17 December 2008 @ 11:28 am
One of the things that is tricky to wrap one's head around when one runs multiple games is that different games are built around different ideas of scenes or encounters. Storyteller, for instance, has got a very clear idea of how scenes make up chapters, which in turn make up stories. D&D, on the other hand, has been very meticulous about mapping out encounters as discrete things that are, in and of themselves, the basis of the game. You're expected to have a certain number of encounters before you rest, and one of them may be the big climax one, because resource management is one of the subgames within the system.

Or rather, D&D has become very meticulous about this of late, say, around the time of 3rd edition. Previously, it wasn't about rationing out things by encounter at all. Rather, the "encounter" operated on a different scale. Now, this is distinctly arguable, but I am inclined to believe that the original D&D experience — be it OD&D, AD&D 1e or the good old red box — set things up with a view toward the "encounter" being the entirety of the dungeon. The actual encounters within the dungeon were referred to as such, but they weren't really expected to always have clear boundaries. Rile up the hobgoblins in the watchpost by being too loud and maybe you're fighting the occupants of the next three rooms all in one hectic go. Or maybe you silence them quickly, loot the bodies, encounter over.
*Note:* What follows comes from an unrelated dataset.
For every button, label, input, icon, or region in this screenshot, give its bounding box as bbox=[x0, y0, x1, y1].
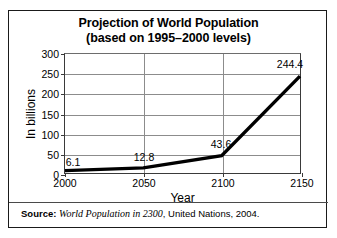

There's something to that, I think. Now, I will freely admit that game design has come a long way since the red box, and there are elements of old D&D best left behind (and indeed of even new D&D). But that organic blurring of boundaries between scenes and encounters is intriguing. Like Storyteller, the complexity isn't generally invested in the individual scene or encounter: the complexity comes from the entirety of the story, the whole of the dungeon, the full bore of the plot. Wandering monsters, as anti-narrative a concept as they are, are clearly part of the mindset of taking the long view. That's something that 21st-century D&D seems to have stumbled a bit on; by making individual encounters more detailed and complex, it's a disincentive to blur the lines, to turn a throwaway run-in with 4 kobold pallbearers into a running brawl with half the tribe or to bypass the carefully trapped chamber of the elite guard entirely.
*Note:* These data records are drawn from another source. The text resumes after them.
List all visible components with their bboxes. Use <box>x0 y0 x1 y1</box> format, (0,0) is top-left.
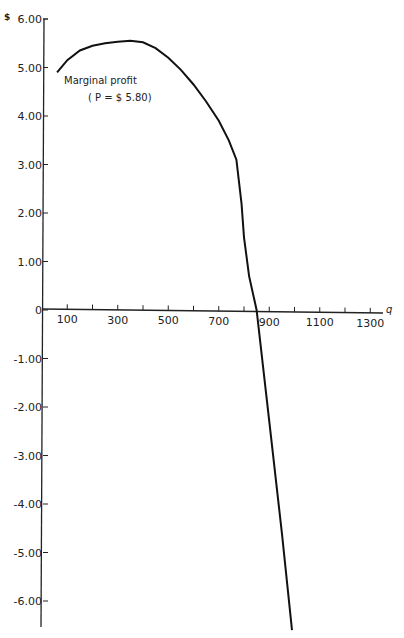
y-tick-label: -2.00 <box>14 401 42 414</box>
y-tick-label: -5.00 <box>14 547 42 560</box>
y-tick-label: 1.00 <box>18 256 43 269</box>
y-tick-label: -3.00 <box>14 450 42 463</box>
annotation-marginal-profit: Marginal profit <box>64 75 137 86</box>
y-tick-label: 6.00 <box>18 13 43 26</box>
annotation-price: ( P = $ 5.80) <box>88 92 152 103</box>
y-tick-label: 4.00 <box>18 110 43 123</box>
y-tick-label: 2.00 <box>18 207 43 220</box>
y-tick-label: 3.00 <box>18 159 43 172</box>
x-tick-label: 500 <box>158 314 179 327</box>
x-tick-label: 700 <box>208 315 229 328</box>
marginal-profit-chart: 6.005.004.003.002.001.000-1.00-2.00-3.00… <box>0 0 404 638</box>
x-tick-label: 300 <box>107 314 128 327</box>
y-tick-label: 5.00 <box>18 62 43 75</box>
y-tick-label: -6.00 <box>14 595 42 608</box>
x-tick-label: 100 <box>57 313 78 326</box>
x-tick-label: 1300 <box>356 317 384 330</box>
x-tick-label: 1100 <box>306 316 334 329</box>
y-axis-unit-label: $ <box>4 12 10 22</box>
x-axis <box>42 309 383 313</box>
marginal-profit-curve <box>57 41 292 630</box>
y-tick-label: 0 <box>35 304 42 317</box>
x-axis-label: q <box>386 304 392 315</box>
y-tick-label: -1.00 <box>14 353 42 366</box>
x-tick-label: 900 <box>259 316 280 329</box>
y-tick-label: -4.00 <box>14 498 42 511</box>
Now, there's a critical weakness to the more organic style of gameplay that I favor — it's really demanding on your ad-lib muscles. Okay, maybe this isn't a critical weakness, because it doesn't stop gaming. It does make it more exhausting to run, though. My lord, though, do I ever find it satisfying. I like how things can branch out in unexpected directions. I like that it gives the players more impact on what's going on and what "encounters" might be cropping up. I wish I could do this with the resilience of my teenage (and also skinny, by the by) self, with all that dang vigor of someone whose metabolism is running amok married to all the guile and cunning you get over the years. Wishes not becoming horses any time soon, though, it's something to work around.

That level of complexity — that's a bugbear, all right. Too little complexity and players don't really have the kind of acute intellectual challenge you hope. Too few details determined ahead of time, and it may be harder to remember what you came up with on the spot last week. But time being the valuable commodity it is, too much is just not right. I sure do enjoy a meticulously planned encounter with a lot of rich detail, but there's so much utility in having the level of complexity be spread out over a "macro-encounter" like a dungeon, a political situation, or a hunting ground. It's a shame that D&D has moved a bit away from achieving both. It used to be really good at that sort of thing. By all means, there are other games, and I can still run even D&D in that fashion with a bit of forethought — but it would be nice if the biggest and most entry-level RPG was one that could more easily foster that organic approach in any hypothetical new players. Particularly if they're young. Because they're primed for that kind of creative energy.